Thanks to Dennis Romero from LA Weekly and Claudia Peschiutta from KNX Newsradio for our robust roundtable.

The LA City Council took a first step this week toward lifting a decade-long ban on murals on privately owned buildings. The measure must still come back for final council approval next week. Council members are looking at the possiblility of allowing single family homes to ‘opt-in’ to legal mural displays.

The Millennium Hollywood Project has gotten even shakier, with a coalition of neighborhood groups filing a lawsuit this week to stop the $654 million skyscraper project because of earthquake concerns.

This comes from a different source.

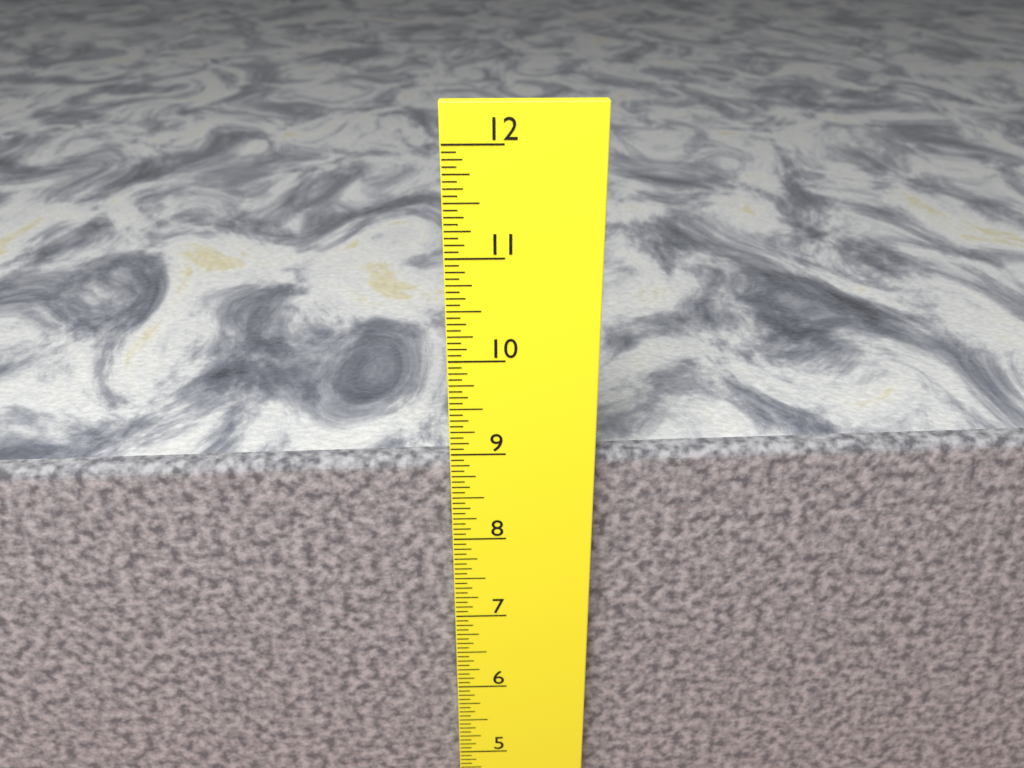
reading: 8.8750 in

But with faults all over greater LA, and skyscrapers built on some of them, is this more a tactic of finding any means posible to stop a project some deem over the top?

(Listen to the Mixer on Soundcloud, here.)

Governor Brown’s prison plan has been shackled in Sacramento. A few days after Brown came out with a proposal that would move prisoners (at a cost of more than $700 million over two years) in California lockups to private prisons and county jails, there’s new blowback from Democrats in the state Senate.

That wouldn’t be much of a problem for the typically-steamrolling governor, but the loads of cash to make the prisoner move would have to come from the legislature.

For his part – calling Brown’s plan without “hope”, Senate President Pro-Tem Darrel Steinberg (D-Sacramento), says the state should seek an extension of an end-of-the-year federal court order to reduce California’s prison population by 9,600 inmates.

Brown, and his prison plan ally, Assembly Speaker John Perez (D-Los Angeles), aren’t receptive to that idea.

An HIV scare had pornographic film production halted for about a week in LA. An actress had tested positive for HIV, but the virus apparently has not spread to anyone else, so the moratorium was lifted.

In our Mixer Elixir, Allstate Insurance says LA has the some of the worst drivers in the country. Just behind Washington DC, San Francisco and — surprisingly — Glendale (California).

Deserved? Our panelists believe so. Adamantly.